I would contend that we cannot fully embrace a paradigm unless we immerse ourselves in it – and even allow ourselves to believe it is true. It is a pet theory of mine that science, at least at a certain stage of development, requires a Materialistic underpinning. If we didn't believe it was real we simply wouldn't give it so much of our attention.
Hi Richard
I got raised in a culture absolutely saturated in materialism, and I bought utterly until I started having experiences that it didn't like. My parent's religion (Protestantism) was a materialistic religion. So I had a choice - be labelled as bad by materialistic religion or mad by materialistic science - or try to transcend both mentalities.
I want to dispute your pet theory. Science, as a systematic and empirical search for knowledge has been around probably as long as we have. The science that has come to us via the yogic and hermetic routes has not focused on the purely material. What we call science these days is no more than a name appropriated by knowledge inquiries with a certain philosophical, moral and political bent. In fact we tend to track the 'beginning' of science to the advent of materialism.
I am unapologetically an animistic and I draw a clear distinction between animistic science and materialistic science. The metaphysical assumptions made by each fundamentally shape the mentality, and the ethics. From my perspective a denial of spirit permits thoughts and actions that would not otherwise be permissible. So what we see in our science and technology is not so much the pure product of intellect but the product of metaphysical assumptions and moral values. And because they are normal to us they are okay to us. Our culture is materialistic, so we embrace what it produces as normal (well, up to the point of moral outrage).
If we had had 500 years of science informed by animism and not materialism who knows where we would be. What is clear to me is that materialism is a peculiarly human thing. ET seems to be more animistic (impressions drawn from considerable reading over many years -not from any flat assertion).
The considerable, and still baffling, engineering attainments of our distant ancestors were performed by animists, not materialists. Careful examination of Egyptian and other artefacts shows evidence of tech even better than our own. But we look at what we can learn about those ancestors and assume that their apparent naturalism reflects low tech. Perhaps they got the balance right? We look back on Egyptian, Sumerian and other cultures from a self-assumed position of superiority. But we have had modern science and materialism around for about 500 years and we are in very deep shit. What is getting us out of it is quitting materialism. Its the spiritual equivalent of quitting smoking (which I used to do).
What we see today is not the product of science or technology, but of culture - of metaphysical assumptions, moral values and politics. Science is not a standalone thing. It is an expression of culture. In our case a culture made loopy by Christianity. Do you think there would be the kind of full on materialism we have had without a fucked up religion? Christianity made a strong point about setting itself apart from paganism (animism really) - and then lost its mojo. Materialism is essentially what followed - a faith without God - the humanist folly that we humans stood at the apex of creation (as homo sapiens sapiens).
I can half agree with you in the spirit that maybe the pagan world needed a cleansing and a refresh. Perhaps materialism has been that, after Christianity's purging. But I see materialistic science as a kind of antibiotic (or maybe radiotherapy would be more apt?), rather than a colonic irrigation - and it has been touch and go whether, in the long run, the cure is worse than the disease. It is certainly clear that we have to repopulate our collective psychic gut with 'good' bugs. We have to get our hearts working properly again. And we have to shrink our brains a bit - back into natural proportions with our whole being.
I think modern science has brought disciplines of inquiry that are new. But are they better than they disciplines of the yogi, shaman or magician? No, I think they have disciplined the way physical things are dealt with to a finer degree, but only because that has become the singular focus. From a materialistic perspective they are fine disciplines. But, as we know, the pesky 'observer effect' messed that up really badly.
Years ago, as I was struggling to write my thesis for my Masters Honours in Social Ecology, I came across a book called 'Faces in the Clouds'. The author, Stewart Guthrie, said (and I may paraphrase a little here) 'because there are no spirits... How did he know there were no spirits? He wrote an elaborate theory in a book based on this proposition. He's wrong, so the book is nonsense - clever nonsense, but nonsense nevertheless. How do I know? I know there are spirits from very direct and repeated experience. I am neither bad nor mad.
So I boldly conclude that materialism, like Guthrie, is wrong. Reality isn't as asserted. Why do you think science needs to be wrong?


Problem to work on: Would you print out all of the data exactly and keep the pictures out of it?

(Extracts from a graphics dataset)
=== Section Start ===
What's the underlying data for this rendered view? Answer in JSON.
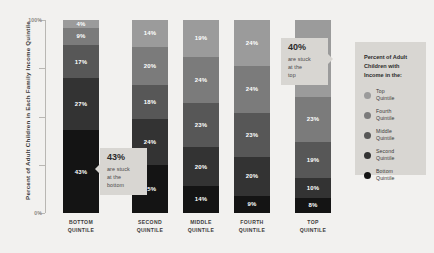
{
  "chart_data": {
    "type": "bar",
    "title": "",
    "xlabel": "",
    "ylabel": "Percent of Adult Children in Each Family Income Quintile",
    "ylim": [
      0,
      100
    ],
    "grid": false,
    "legend_position": "right",
    "legend_title": "Percent of Adult Children with Income in the:",
    "categories": [
      "BOTTOM\nQUINTILE",
      "SECOND\nQUINTILE",
      "MIDDLE\nQUINTILE",
      "FOURTH\nQUINTILE",
      "TOP\nQUINTILE"
    ],
    "series": [
      {
        "name": "Top Quintile",
        "color": "#9b9b9b",
        "values": [
          4,
          14,
          19,
          24,
          40
        ]
      },
      {
        "name": "Fourth Quintile",
        "color": "#7b7b7b",
        "values": [
          9,
          20,
          24,
          24,
          23
        ]
      },
      {
        "name": "Middle Quintile",
        "color": "#575757",
        "values": [
          17,
          18,
          23,
          23,
          19
        ]
      },
      {
        "name": "Second Quintile",
        "color": "#333333",
        "values": [
          27,
          24,
          20,
          20,
          10
        ]
      },
      {
        "name": "Bottom Quintile",
        "color": "#141414",
        "values": [
          43,
          25,
          14,
          9,
          8
        ]
      }
    ],
    "annotations": [
      {
        "value": "43%",
        "text": "are stuck\nat the\nbottom"
      },
      {
        "value": "40%",
        "text": "are stuck\nat the\ntop"
      }
    ]
  },
  "yaxis": {
    "title": "Percent of Adult Children in Each Family Income Quintile",
    "ticks": [
      {
        "label": "100%",
        "value": 100
      },
      {
        "label": "",
        "value": 75
      },
      {
        "label": "",
        "value": 50
      },
      {
        "label": "",
        "value": 25
      },
      {
        "label": "0%",
        "value": 0
      }
    ]
  },
  "xaxis": {
    "labels": [
      {
        "line1": "BOTTOM",
        "line2": "QUINTILE"
      },
      {
        "line1": "SECOND",
        "line2": "QUINTILE"
      },
      {
        "line1": "MIDDLE",
        "line2": "QUINTILE"
      },
      {
        "line1": "FOURTH",
        "line2": "QUINTILE"
      },
      {
        "line1": "TOP",
        "line2": "QUINTILE"
      }
    ]
  },
  "bars": [
    {
      "name": "bottom-quintile",
      "segments": [
        {
          "label": "4%",
          "value": 4,
          "color": "#9b9b9b"
        },
        {
          "label": "9%",
          "value": 9,
          "color": "#7b7b7b"
        },
        {
          "label": "17%",
          "value": 17,
          "color": "#575757"
        },
        {
          "label": "27%",
          "value": 27,
          "color": "#333333"
        },
        {
          "label": "43%",
          "value": 43,
          "color": "#141414"
        }
      ]
    },
    {
      "name": "second-quintile",
      "segments": [
        {
          "label": "14%",
          "value": 14,
          "color": "#9b9b9b"
        },
        {
          "label": "20%",
          "value": 20,
          "color": "#7b7b7b"
        },
        {
          "label": "18%",
          "value": 18,
          "color": "#575757"
        },
        {
          "label": "24%",
          "value": 24,
          "color": "#333333"
        },
        {
          "label": "25%",
          "value": 25,
          "color": "#141414"
        }
      ]
    },
    {
      "name": "middle-quintile",
      "segments": [
        {
          "label": "19%",
          "value": 19,
          "color": "#9b9b9b"
        },
        {
          "label": "24%",
          "value": 24,
          "color": "#7b7b7b"
        },
        {
          "label": "23%",
          "value": 23,
          "color": "#575757"
        },
        {
          "label": "20%",
          "value": 20,
          "color": "#333333"
        },
        {
          "label": "14%",
          "value": 14,
          "color": "#141414"
        }
      ]
    },
    {
      "name": "fourth-quintile",
      "segments": [
        {
          "label": "24%",
          "value": 24,
          "color": "#9b9b9b"
        },
        {
          "label": "24%",
          "value": 24,
          "color": "#7b7b7b"
        },
        {
          "label": "23%",
          "value": 23,
          "color": "#575757"
        },
        {
          "label": "20%",
          "value": 20,
          "color": "#333333"
        },
        {
          "label": "9%",
          "value": 9,
          "color": "#141414"
        }
      ]
    },
    {
      "name": "top-quintile",
      "segments": [
        {
          "label": "40%",
          "value": 40,
          "color": "#9b9b9b"
        },
        {
          "label": "23%",
          "value": 23,
          "color": "#7b7b7b"
        },
        {
          "label": "19%",
          "value": 19,
          "color": "#575757"
        },
        {
          "label": "10%",
          "value": 10,
          "color": "#333333"
        },
        {
          "label": "8%",
          "value": 8,
          "color": "#141414"
        }
      ]
    }
  ],
  "callouts": {
    "bottom": {
      "value": "43%",
      "line1": "are stuck",
      "line2": "at the",
      "line3": "bottom"
    },
    "top": {
      "value": "40%",
      "line1": "are stuck",
      "line2": "at the",
      "line3": "top"
    }
  },
  "legend": {
    "title": "Percent of Adult Children with Income in the:",
    "items": [
      {
        "line1": "Top",
        "line2": "Quintile",
        "color": "#9b9b9b"
      },
      {
        "line1": "Fourth",
        "line2": "Quintile",
        "color": "#7b7b7b"
      },
      {
        "line1": "Middle",
        "line2": "Quintile",
        "color": "#575757"
      },
      {
        "line1": "Second",
        "line2": "Quintile",
        "color": "#333333"
      },
      {
        "line1": "Bottom",
        "line2": "Quintile",
        "color": "#141414"
      }
    ]
  }
}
=== Section End ===
Task output:
What's the underlying data for this rendered view? Answer in JSON.
{
  "chart_data": {
    "type": "bar",
    "title": "",
    "xlabel": "",
    "ylabel": "Percent of Adult Children in Each Family Income Quintile",
    "ylim": [
      0,
      100
    ],
    "grid": false,
    "legend_position": "right",
    "legend_title": "Percent of Adult Children with Income in the:",
    "categories": [
      "BOTTOM\nQUINTILE",
      "SECOND\nQUINTILE",
      "MIDDLE\nQUINTILE",
      "FOURTH\nQUINTILE",
      "TOP\nQUINTILE"
    ],
    "series": [
      {
        "name": "Top Quintile",
        "color": "#9b9b9b",
        "values": [
          4,
          14,
          19,
          24,
          40
        ]
      },
      {
        "name": "Fourth Quintile",
        "color": "#7b7b7b",
        "values": [
          9,
          20,
          24,
          24,
          23
        ]
      },
      {
        "name": "Middle Quintile",
        "color": "#575757",
        "values": [
          17,
          18,
          23,
          23,
          19
        ]
      },
      {
        "name": "Second Quintile",
        "color": "#333333",
        "values": [
          27,
          24,
          20,
          20,
          10
        ]
      },
      {
        "name": "Bottom Quintile",
        "color": "#141414",
        "values": [
          43,
          25,
          14,
          9,
          8
        ]
      }
    ],
    "annotations": [
      {
        "value": "43%",
        "text": "are stuck\nat the\nbottom"
      },
      {
        "value": "40%",
        "text": "are stuck\nat the\ntop"
      }
    ]
  },
  "yaxis": {
    "title": "Percent of Adult Children in Each Family Income Quintile",
    "ticks": [
      {
        "label": "100%",
        "value": 100
      },
      {
        "label": "",
        "value": 75
      },
      {
        "label": "",
        "value": 50
      },
      {
        "label": "",
        "value": 25
      },
      {
        "label": "0%",
        "value": 0
      }
    ]
  },
  "xaxis": {
    "labels": [
      {
        "line1": "BOTTOM",
        "line2": "QUINTILE"
      },
      {
        "line1": "SECOND",
        "line2": "QUINTILE"
      },
      {
        "line1": "MIDDLE",
        "line2": "QUINTILE"
      },
      {
        "line1": "FOURTH",
        "line2": "QUINTILE"
      },
      {
        "line1": "TOP",
        "line2": "QUINTILE"
      }
    ]
  },
  "bars": [
    {
      "name": "bottom-quintile",
      "segments": [
        {
          "label": "4%",
          "value": 4,
          "color": "#9b9b9b"
        },
        {
          "label": "9%",
          "value": 9,
          "color": "#7b7b7b"
        },
        {
          "label": "17%",
          "value": 17,
          "color": "#575757"
        },
        {
          "label": "27%",
          "value": 27,
          "color": "#333333"
        },
        {
          "label": "43%",
          "value": 43,
          "color": "#141414"
        }
      ]
    },
    {
      "name": "second-quintile",
      "segments": [
        {
          "label": "14%",
          "value": 14,
          "color": "#9b9b9b"
        },
        {
          "label": "20%",
          "value": 20,
          "color": "#7b7b7b"
        },
        {
          "label": "18%",
          "value": 18,
          "color": "#575757"
        },
        {
          "label": "24%",
          "value": 24,
          "color": "#333333"
        },
        {
          "label": "25%",
          "value": 25,
          "color": "#141414"
        }
      ]
    },
    {
      "name": "middle-quintile",
      "segments": [
        {
          "label": "19%",
          "value": 19,
          "color": "#9b9b9b"
        },
        {
          "label": "24%",
          "value": 24,
          "color": "#7b7b7b"
        },
        {
          "label": "23%",
          "value": 23,
          "color": "#575757"
        },
        {
          "label": "20%",
          "value": 20,
          "color": "#333333"
        },
        {
          "label": "14%",
          "value": 14,
          "color": "#141414"
        }
      ]
    },
    {
      "name": "fourth-quintile",
      "segments": [
        {
          "label": "24%",
          "value": 24,
          "color": "#9b9b9b"
        },
        {
          "label": "24%",
          "value": 24,
          "color": "#7b7b7b"
        },
        {
          "label": "23%",
          "value": 23,
          "color": "#575757"
        },
        {
          "label": "20%",
          "value": 20,
          "color": "#333333"
        },
        {
          "label": "9%",
          "value": 9,
          "color": "#141414"
        }
      ]
    },
    {
      "name": "top-quintile",
      "segments": [
        {
          "label": "40%",
          "value": 40,
          "color": "#9b9b9b"
        },
        {
          "label": "23%",
          "value": 23,
          "color": "#7b7b7b"
        },
        {
          "label": "19%",
          "value": 19,
          "color": "#575757"
        },
        {
          "label": "10%",
          "value": 10,
          "color": "#333333"
        },
        {
          "label": "8%",
          "value": 8,
          "color": "#141414"
        }
      ]
    }
  ],
  "callouts": {
    "bottom": {
      "value": "43%",
      "line1": "are stuck",
      "line2": "at the",
      "line3": "bottom"
    },
    "top": {
      "value": "40%",
      "line1": "are stuck",
      "line2": "at the",
      "line3": "top"
    }
  },
  "legend": {
    "title": "Percent of Adult Children with Income in the:",
    "items": [
      {
        "line1": "Top",
        "line2": "Quintile",
        "color": "#9b9b9b"
      },
      {
        "line1": "Fourth",
        "line2": "Quintile",
        "color": "#7b7b7b"
      },
      {
        "line1": "Middle",
        "line2": "Quintile",
        "color": "#575757"
      },
      {
        "line1": "Second",
        "line2": "Quintile",
        "color": "#333333"
      },
      {
        "line1": "Bottom",
        "line2": "Quintile",
        "color": "#141414"
      }
    ]
  }
}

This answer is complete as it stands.